Don Cooper’s playing career wasn’t anyhing to write home about. The longtime Chicago White Sox pitching coach made 44 appearances, and threw 85-and-a-third innings, for the Twins, Blue Jays, and Yankees from 1981-1985. His won-lost record was an undistinguished 1-6, his ERA an untenable 5.27. The bulk of his time was spent down on the farm.

He did have a good Uncle Charlie.

“Coop had one of the best curveballs I ever saw,” said Showalter, who was Cooper’s teammate for a pair of Double-A seasons. “He had one of those curveballs you could hear coming out of the hand. We used to call it ‘the bowel locker’ — it would lock your bowels up. He’d sit in the dugout between outings, and all he’d do is flip a ball; he was always trying to get the right spin on it. You could hear it snap. Man, could he spin a curveball. Holy [crap]. It was tight.”

Showalter chose not to compare Cooper’s curveball to that of any particular pitchers, but he did throw out some names when I asked who else stood out for the quality of his hook.

Scott Sanderson had a great curveball,” said Showalter. “Dwight Gooden had a great curveball; you could hear that one coming. Jimmy Key had a great curveball, although his was bigger. Mike Mussina used to invent pitches. One common thing about all those pitchers is that they had a great hand. If you said that to a scout, he’d know exactly what you were talking about. Mariano Rivera had a great hand. He could manipulate the ball. David Cone had a great hand. Curt Schilling. Kevin Millwood is another. He could do things with a baseball; his hands were huge.”

Asked to elaborate, Showalter explained that scouts will look at the length of a pitcher’s fingers, as well as his arm, forearm to wrist. Suppleness is an asset, but so too is the right form of rigidity. Baseball’s all-time-best closer is a classic example.

“Mariano had a really stiff, lateral wrist,” Showalter told me. “He had a thick wrist. It’s one of the reasons he had a great cutter. He could throw through the baseball with his fingers without getting around it. And you don’t find that. Quit looking for it, because you’re not going to find that combination — how long he was from elbow to wrist, how long his fingers were, how great his [supination] was. And it was easy velocity.”

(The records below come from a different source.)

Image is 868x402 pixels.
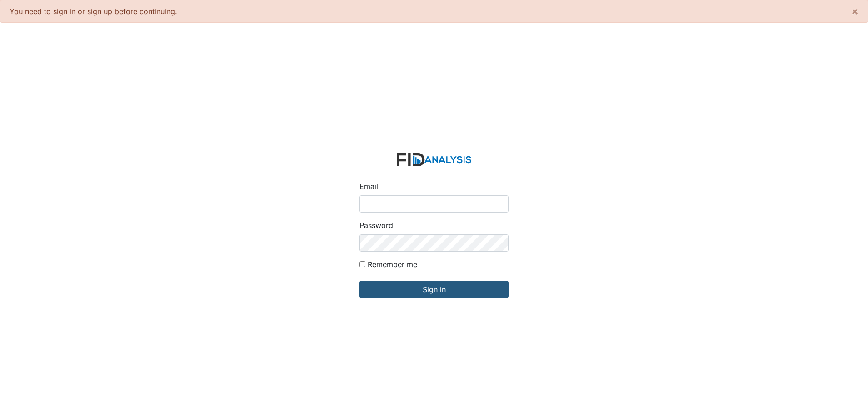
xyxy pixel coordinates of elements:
label: Password [359,220,393,231]
button: × [842,1,867,22]
label: Email [359,181,378,192]
label: Remember me [367,259,417,270]
img: logo-2fc8c6e3336f68795322cb6e9a2b9007179b544421de10c17bdaae8622450297.svg [397,153,471,166]
span: × [851,5,858,18]
input: Sign in [359,281,509,298]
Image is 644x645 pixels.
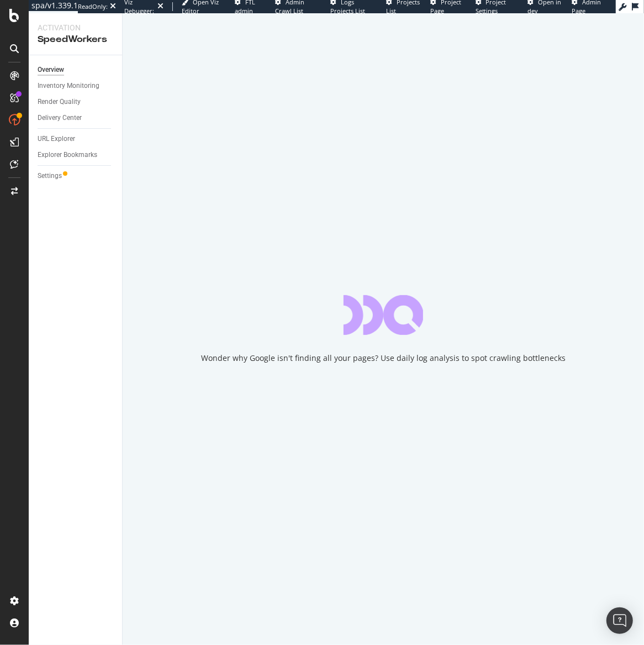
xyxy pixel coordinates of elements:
a: URL Explorer [37,133,114,145]
div: SpeedWorkers [37,33,113,46]
div: Overview [37,64,64,76]
a: Delivery Center [37,112,114,123]
div: Open Intercom Messenger [607,608,633,634]
div: Activation [37,22,113,33]
div: Wonder why Google isn't finding all your pages? Use daily log analysis to spot crawling bottlenecks [201,353,566,364]
div: Render Quality [37,96,81,108]
a: Explorer Bookmarks [37,149,114,161]
div: Inventory Monitoring [37,80,99,92]
a: Render Quality [37,96,114,108]
a: Settings [37,170,114,182]
div: URL Explorer [37,133,75,145]
a: Inventory Monitoring [37,80,114,92]
div: Settings [37,170,62,182]
div: animation [343,295,423,335]
div: Delivery Center [37,112,82,123]
div: Explorer Bookmarks [37,149,97,161]
div: ReadOnly: [78,2,108,11]
a: Overview [37,64,114,76]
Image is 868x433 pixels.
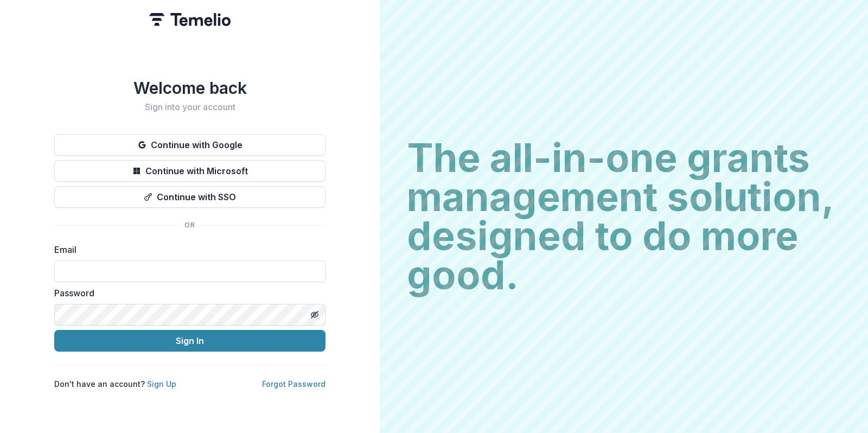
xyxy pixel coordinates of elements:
img: Temelio [149,13,231,26]
a: Sign Up [147,379,176,388]
p: Don't have an account? [55,378,176,389]
button: Continue with SSO [55,186,326,208]
label: Password [55,286,319,299]
button: Sign In [55,330,326,352]
a: Forgot Password [262,379,326,388]
label: Email [55,243,319,256]
button: Continue with Google [55,134,326,155]
button: Continue with Microsoft [55,160,326,182]
h1: Welcome back [55,78,326,97]
h2: Sign into your account [55,102,326,112]
button: Toggle password visibility [306,306,324,323]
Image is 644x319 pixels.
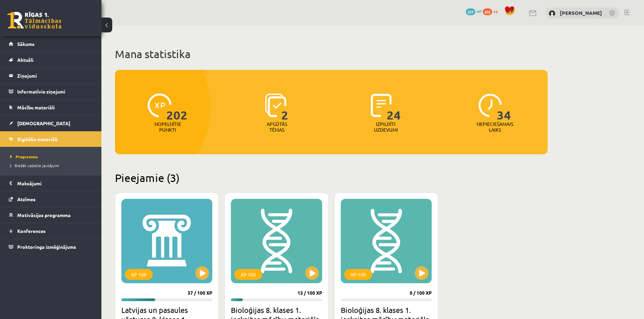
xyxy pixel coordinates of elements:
a: [DEMOGRAPHIC_DATA] [9,116,93,131]
span: 2 [281,94,289,121]
legend: Maksājumi [17,176,93,191]
a: Aktuāli [9,52,93,68]
a: Sākums [9,36,93,52]
h2: Pieejamie (3) [115,171,548,185]
a: Konferences [9,223,93,239]
a: Informatīvie ziņojumi [9,84,93,100]
a: [PERSON_NAME] [560,10,602,16]
span: Atzīmes [17,196,35,202]
p: Nopelnītie punkti [154,121,181,133]
div: XP 100 [234,269,262,280]
span: Mācību materiāli [17,104,55,110]
a: Biežāk uzdotie jautājumi [10,162,95,168]
span: Proktoringa izmēģinājums [17,244,76,250]
a: Maksājumi [9,176,93,191]
img: icon-clock-7be60019b62300814b6bd22b8e044499b485619524d84068768e800edab66f18.svg [478,94,502,118]
div: XP 100 [125,269,153,280]
span: Aktuāli [17,57,34,63]
p: Nepieciešamais laiks [477,121,513,133]
span: mP [477,8,482,14]
legend: Informatīvie ziņojumi [17,84,93,100]
span: xp [493,8,498,14]
a: Programma [10,154,95,160]
a: Motivācijas programma [9,207,93,223]
span: Programma [10,154,38,160]
span: Sākums [17,41,34,47]
a: 202 xp [483,8,501,14]
span: Biežāk uzdotie jautājumi [10,163,59,168]
img: Alina Ščerbicka [549,10,556,17]
span: Konferences [17,228,46,234]
a: Rīgas 1. Tālmācības vidusskola [7,12,62,29]
span: Digitālie materiāli [17,136,58,142]
legend: Ziņojumi [17,68,93,83]
a: Ziņojumi [9,68,93,83]
a: Proktoringa izmēģinājums [9,239,93,255]
h1: Mana statistika [115,47,548,61]
span: Motivācijas programma [17,212,71,218]
a: Mācību materiāli [9,100,93,115]
span: 202 [483,8,492,15]
span: 202 [166,94,188,121]
img: icon-completed-tasks-ad58ae20a441b2904462921112bc710f1caf180af7a3daa7317a5a94f2d26646.svg [371,94,392,118]
span: 24 [387,94,401,121]
a: 227 mP [466,8,482,14]
a: Digitālie materiāli [9,131,93,147]
p: Apgūtās tēmas [263,121,290,133]
a: Atzīmes [9,191,93,207]
span: 227 [466,8,475,15]
img: icon-learned-topics-4a711ccc23c960034f471b6e78daf4a3bad4a20eaf4de84257b87e66633f6470.svg [265,94,286,118]
div: XP 100 [345,269,372,280]
span: 34 [497,94,511,121]
span: [DEMOGRAPHIC_DATA] [17,121,70,127]
p: Izpildīti uzdevumi [373,121,399,133]
img: icon-xp-0682a9bc20223a9ccc6f5883a126b849a74cddfe5390d2b41b4391c66f2066e7.svg [148,94,172,118]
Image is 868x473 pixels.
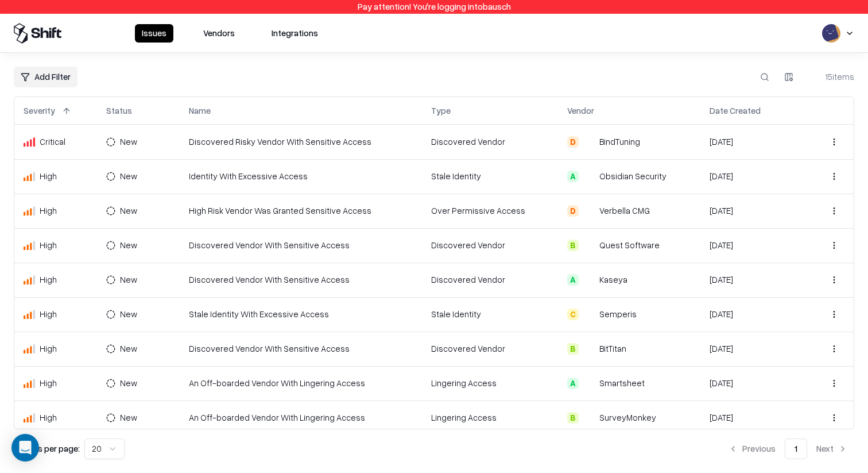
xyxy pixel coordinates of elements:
td: [DATE] [700,366,806,401]
div: Severity [24,105,55,117]
img: Verbella CMG [584,205,595,217]
div: B [567,343,579,354]
div: Date Created [710,105,760,117]
div: High [24,342,88,354]
div: New [120,205,137,217]
img: BindTuning [584,136,595,148]
td: [DATE] [700,125,806,159]
td: Stale Identity [422,159,558,194]
td: Lingering Access [422,401,558,435]
div: New [120,377,137,389]
button: Integrations [264,24,325,42]
div: A [567,378,579,389]
td: [DATE] [700,263,806,297]
td: Lingering Access [422,366,558,401]
div: High [24,411,88,424]
td: [DATE] [700,297,806,331]
div: High [24,274,88,285]
img: Smartsheet [584,378,595,389]
div: High [24,377,88,389]
td: [DATE] [700,401,806,435]
div: Name [189,105,211,117]
td: High Risk Vendor Was Granted Sensitive Access [180,194,423,228]
button: Vendors [196,24,241,42]
td: Over Permissive Access [422,194,558,228]
td: [DATE] [700,331,806,366]
button: Add Filter [14,67,78,88]
div: Smartsheet [599,377,645,389]
button: Issues [135,24,173,42]
div: Open Intercom Messenger [12,434,39,461]
td: Identity With Excessive Access [180,159,423,194]
td: Stale Identity With Excessive Access [180,297,423,331]
button: New [106,271,155,289]
div: SurveyMonkey [599,411,656,424]
div: New [120,135,137,148]
div: A [567,274,579,285]
div: Verbella CMG [599,205,650,217]
td: Discovered Vendor [422,228,558,263]
img: Quest Software [584,240,595,251]
img: Kaseya [584,274,595,285]
div: Semperis [599,308,636,320]
td: [DATE] [700,228,806,263]
p: Results per page: [14,442,80,454]
img: Obsidian Security [584,171,595,182]
div: Critical [24,135,88,148]
button: 1 [785,438,807,459]
td: Stale Identity [422,297,558,331]
td: Discovered Vendor [422,125,558,159]
td: Discovered Vendor With Sensitive Access [180,228,423,263]
div: D [567,136,579,148]
img: SurveyMonkey [584,412,595,424]
button: New [106,374,155,392]
div: Status [106,105,132,117]
div: New [120,239,137,251]
td: [DATE] [700,194,806,228]
div: High [24,239,88,251]
button: New [106,201,155,220]
div: 15 items [808,71,854,83]
div: High [24,205,88,217]
button: New [106,133,155,151]
div: BindTuning [599,135,640,148]
td: Discovered Vendor [422,331,558,366]
div: Obsidian Security [599,170,666,182]
div: High [24,170,88,182]
div: D [567,205,579,217]
td: Discovered Risky Vendor With Sensitive Access [180,125,423,159]
div: Vendor [567,105,594,117]
td: An Off-boarded Vendor With Lingering Access [180,401,423,435]
td: Discovered Vendor With Sensitive Access [180,331,423,366]
nav: pagination [722,438,854,459]
div: BitTitan [599,342,627,354]
button: New [106,167,155,185]
div: New [120,308,137,320]
td: Discovered Vendor [422,263,558,297]
div: High [24,308,88,320]
button: New [106,408,155,427]
div: New [120,411,137,424]
div: Quest Software [599,239,660,251]
td: [DATE] [700,159,806,194]
div: Kaseya [599,274,627,285]
div: A [567,171,579,182]
td: Discovered Vendor With Sensitive Access [180,263,423,297]
div: C [567,308,579,320]
div: B [567,412,579,424]
button: New [106,236,155,254]
div: B [567,240,579,251]
div: New [120,342,137,354]
div: New [120,170,137,182]
button: New [106,305,155,324]
div: Type [431,105,450,117]
td: An Off-boarded Vendor With Lingering Access [180,366,423,401]
button: New [106,340,155,358]
img: Semperis [584,308,595,320]
div: New [120,274,137,285]
img: BitTitan [584,343,595,354]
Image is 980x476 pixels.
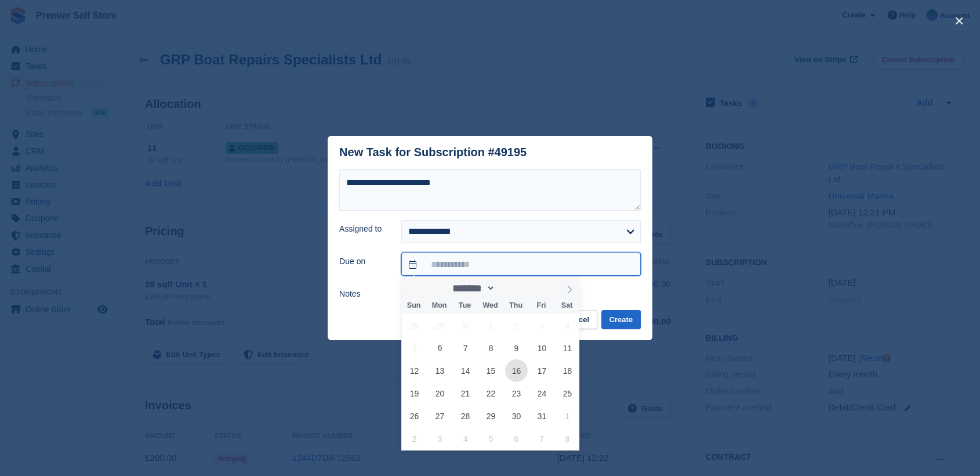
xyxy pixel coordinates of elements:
span: October 29, 2025 [479,405,502,428]
label: Notes [339,288,387,300]
span: October 9, 2025 [505,336,528,359]
span: October 2, 2025 [505,314,528,336]
span: October 24, 2025 [531,382,554,405]
label: Due on [339,255,387,268]
span: November 1, 2025 [556,405,578,428]
span: October 23, 2025 [505,382,528,405]
span: October 19, 2025 [403,382,426,405]
span: October 4, 2025 [556,314,578,336]
span: October 14, 2025 [454,359,477,382]
span: October 30, 2025 [505,405,528,428]
label: Assigned to [339,223,387,235]
span: October 1, 2025 [479,314,502,336]
span: October 27, 2025 [429,405,451,428]
span: October 28, 2025 [454,405,477,428]
span: October 10, 2025 [531,336,554,359]
span: October 18, 2025 [556,359,578,382]
span: October 15, 2025 [479,359,502,382]
div: New Task for Subscription #49195 [339,146,526,159]
input: Year [495,282,532,294]
span: November 7, 2025 [531,428,554,450]
span: October 31, 2025 [531,405,554,428]
button: close [950,12,968,30]
span: November 2, 2025 [403,428,426,450]
span: November 8, 2025 [556,428,578,450]
span: Wed [478,302,504,310]
span: November 5, 2025 [479,428,502,450]
span: October 25, 2025 [556,382,578,405]
span: Fri [529,302,554,310]
span: October 7, 2025 [454,336,477,359]
span: Sat [554,302,579,310]
span: October 8, 2025 [479,336,502,359]
button: Create [601,310,641,329]
span: Thu [503,302,529,310]
span: October 5, 2025 [403,336,426,359]
span: September 30, 2025 [454,314,477,336]
span: October 22, 2025 [479,382,502,405]
span: Sun [402,302,427,310]
span: October 6, 2025 [429,336,451,359]
span: October 13, 2025 [429,359,451,382]
span: October 16, 2025 [505,359,528,382]
span: Tue [452,302,478,310]
span: September 28, 2025 [403,314,426,336]
span: Mon [427,302,452,310]
span: October 17, 2025 [531,359,554,382]
span: October 20, 2025 [429,382,451,405]
span: October 11, 2025 [556,336,578,359]
span: November 4, 2025 [454,428,477,450]
span: October 12, 2025 [403,359,426,382]
span: November 6, 2025 [505,428,528,450]
select: Month [449,282,496,294]
span: November 3, 2025 [429,428,451,450]
span: October 3, 2025 [531,314,554,336]
span: September 29, 2025 [429,314,451,336]
span: October 21, 2025 [454,382,477,405]
span: October 26, 2025 [403,405,426,428]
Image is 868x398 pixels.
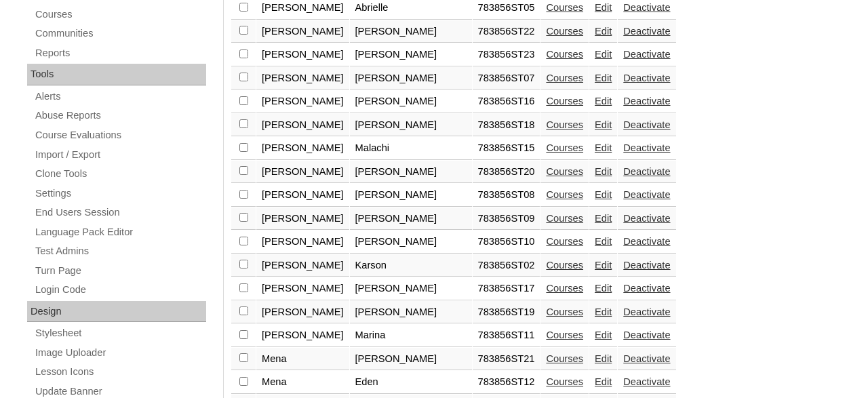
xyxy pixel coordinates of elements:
a: Edit [594,213,612,224]
a: Language Pack Editor [34,224,206,240]
a: Courses [546,72,583,83]
a: Alerts [34,88,206,105]
td: 783856ST17 [473,277,540,300]
td: [PERSON_NAME] [256,277,349,300]
td: [PERSON_NAME] [350,20,472,43]
a: Courses [546,2,583,13]
a: Deactivate [624,307,670,317]
a: Deactivate [624,95,670,106]
a: Edit [594,2,612,13]
a: Edit [594,307,612,317]
a: Courses [546,119,583,130]
a: Courses [546,283,583,294]
td: Mena [256,347,349,370]
a: Course Evaluations [34,127,206,144]
a: Deactivate [624,376,670,387]
td: Eden [350,370,472,393]
td: 783856ST12 [473,370,540,393]
a: Courses [546,48,583,60]
a: Reports [34,45,206,61]
a: Deactivate [624,26,670,37]
a: Courses [546,330,583,340]
a: Import / Export [34,146,206,164]
a: Deactivate [624,189,670,200]
a: Lesson Icons [34,363,206,380]
td: [PERSON_NAME] [256,20,349,43]
a: End Users Session [34,204,206,221]
td: [PERSON_NAME] [350,43,472,66]
td: Karson [350,254,472,277]
td: [PERSON_NAME] [256,43,349,66]
a: Deactivate [624,119,670,130]
a: Test Admins [34,243,206,260]
td: [PERSON_NAME] [256,90,349,113]
td: 783856ST23 [473,43,540,66]
a: Deactivate [624,166,670,177]
a: Deactivate [624,236,670,247]
td: [PERSON_NAME] [256,301,349,324]
a: Edit [594,142,612,153]
a: Deactivate [624,353,670,364]
td: [PERSON_NAME] [350,277,472,300]
a: Edit [594,95,612,106]
a: Courses [546,95,583,106]
a: Courses [546,353,583,364]
a: Clone Tools [34,165,206,182]
a: Deactivate [624,142,670,153]
td: 783856ST22 [473,20,540,43]
a: Communities [34,25,206,42]
td: 783856ST02 [473,254,540,277]
a: Edit [594,236,612,247]
a: Edit [594,260,612,270]
td: 783856ST21 [473,347,540,370]
td: 783856ST20 [473,161,540,184]
a: Deactivate [624,260,670,270]
td: Mena [256,370,349,393]
a: Image Uploader [34,344,206,361]
td: [PERSON_NAME] [350,347,472,370]
a: Edit [594,48,612,60]
td: 783856ST10 [473,231,540,254]
td: [PERSON_NAME] [256,67,349,90]
a: Settings [34,185,206,202]
a: Courses [546,142,583,153]
a: Edit [594,283,612,294]
a: Stylesheet [34,324,206,341]
td: 783856ST16 [473,90,540,113]
td: [PERSON_NAME] [350,67,472,90]
td: 783856ST18 [473,114,540,137]
td: 783856ST08 [473,184,540,207]
a: Edit [594,353,612,364]
a: Courses [546,166,583,177]
div: Tools [27,64,206,85]
a: Login Code [34,281,206,298]
td: 783856ST15 [473,137,540,160]
a: Courses [546,307,583,317]
td: [PERSON_NAME] [350,161,472,184]
a: Deactivate [624,213,670,224]
a: Edit [594,26,612,37]
a: Edit [594,119,612,130]
td: [PERSON_NAME] [256,254,349,277]
td: [PERSON_NAME] [256,324,349,347]
td: [PERSON_NAME] [256,207,349,231]
a: Courses [546,376,583,387]
a: Courses [546,26,583,37]
a: Deactivate [624,283,670,294]
td: Marina [350,324,472,347]
div: Design [27,301,206,323]
a: Edit [594,189,612,200]
td: [PERSON_NAME] [350,90,472,113]
a: Deactivate [624,72,670,83]
a: Courses [546,236,583,247]
td: 783856ST07 [473,67,540,90]
td: [PERSON_NAME] [350,184,472,207]
a: Deactivate [624,2,670,13]
td: [PERSON_NAME] [256,231,349,254]
td: 783856ST19 [473,301,540,324]
td: [PERSON_NAME] [256,161,349,184]
td: [PERSON_NAME] [256,114,349,137]
td: [PERSON_NAME] [350,231,472,254]
td: 783856ST11 [473,324,540,347]
a: Deactivate [624,330,670,340]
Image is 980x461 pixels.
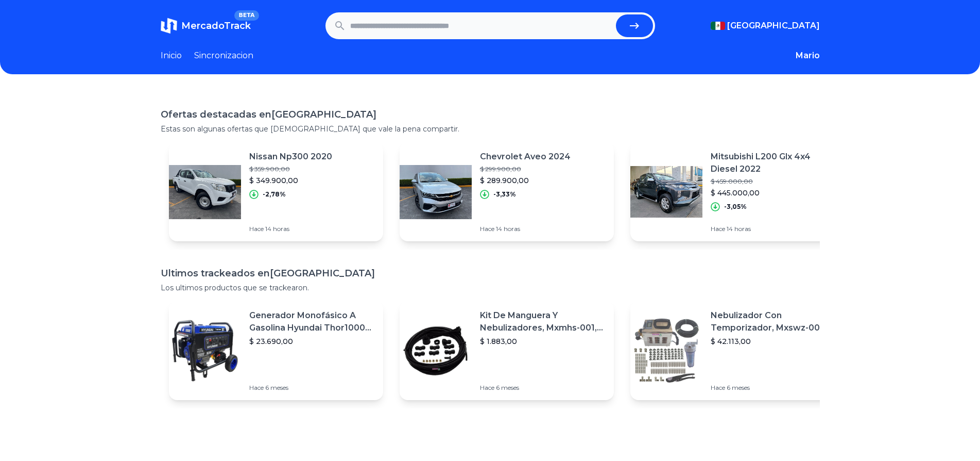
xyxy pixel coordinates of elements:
a: Featured imageNissan Np300 2020$ 359.900,00$ 349.900,00-2,78%Hace 14 horas [169,142,383,241]
p: Hace 6 meses [480,383,606,392]
a: Featured imageNebulizador Con Temporizador, Mxswz-009, 50m, 40 Boquillas$ 42.113,00Hace 6 meses [630,301,845,400]
p: Hace 6 meses [250,383,375,392]
a: Featured imageChevrolet Aveo 2024$ 299.900,00$ 289.900,00-3,33%Hace 14 horas [399,142,614,241]
img: Featured image [169,315,241,387]
p: Estas son algunas ofertas que [DEMOGRAPHIC_DATA] que vale la pena compartir. [161,123,820,134]
p: -3,05% [724,203,747,211]
h1: Ultimos trackeados en [GEOGRAPHIC_DATA] [161,266,820,281]
img: Featured image [399,156,472,228]
p: $ 1.883,00 [480,336,606,346]
span: MercadoTrack [181,20,251,32]
p: Los ultimos productos que se trackearon. [161,282,820,293]
p: Hace 14 horas [480,224,570,233]
p: Nissan Np300 2020 [250,151,332,163]
img: Featured image [169,156,241,228]
p: Kit De Manguera Y Nebulizadores, Mxmhs-001, 6m, 6 Tees, 8 Bo [480,309,606,334]
a: Sincronizacion [194,50,253,62]
span: [GEOGRAPHIC_DATA] [728,19,820,32]
p: Hace 14 horas [250,224,332,233]
a: Featured imageGenerador Monofásico A Gasolina Hyundai Thor10000 P 11.5 Kw$ 23.690,00Hace 6 meses [169,301,383,400]
span: BETA [234,10,259,21]
p: $ 23.690,00 [250,336,375,346]
p: Hace 6 meses [711,383,836,392]
p: Generador Monofásico A Gasolina Hyundai Thor10000 P 11.5 Kw [250,309,375,334]
img: Featured image [630,315,702,387]
a: Featured imageKit De Manguera Y Nebulizadores, Mxmhs-001, 6m, 6 Tees, 8 Bo$ 1.883,00Hace 6 meses [399,301,614,400]
p: -3,33% [493,190,516,198]
button: Mario [796,50,820,62]
p: Chevrolet Aveo 2024 [480,151,570,163]
p: -2,78% [262,190,286,198]
p: Mitsubishi L200 Glx 4x4 Diesel 2022 [711,151,836,175]
p: $ 359.900,00 [250,165,332,173]
img: Featured image [630,156,702,228]
p: $ 42.113,00 [711,336,836,346]
p: $ 459.000,00 [711,177,836,185]
a: Inicio [161,50,182,62]
p: Hace 14 horas [711,224,836,233]
h1: Ofertas destacadas en [GEOGRAPHIC_DATA] [161,107,820,122]
img: Featured image [399,315,472,387]
p: $ 349.900,00 [250,175,332,185]
a: Featured imageMitsubishi L200 Glx 4x4 Diesel 2022$ 459.000,00$ 445.000,00-3,05%Hace 14 horas [630,142,845,241]
img: Mexico [711,22,725,30]
a: MercadoTrackBETA [161,17,251,34]
img: MercadoTrack [161,17,177,34]
button: [GEOGRAPHIC_DATA] [711,19,820,32]
p: $ 299.900,00 [480,165,570,173]
p: $ 445.000,00 [711,188,836,198]
p: Nebulizador Con Temporizador, Mxswz-009, 50m, 40 Boquillas [711,309,836,334]
p: $ 289.900,00 [480,175,570,185]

As many know, Rivera also possessed a quality he never got to display in a big-league game.

“He was the best centerfielder we had in extended spring,” recalled Showalter, who tutored New York farmhands before going on to establish himself as a big-league manager. “Every Sunday I would let the pitchers play a game, and I remember saying,’If we ever don’t want to pitch his kid, man can he play centerfield.”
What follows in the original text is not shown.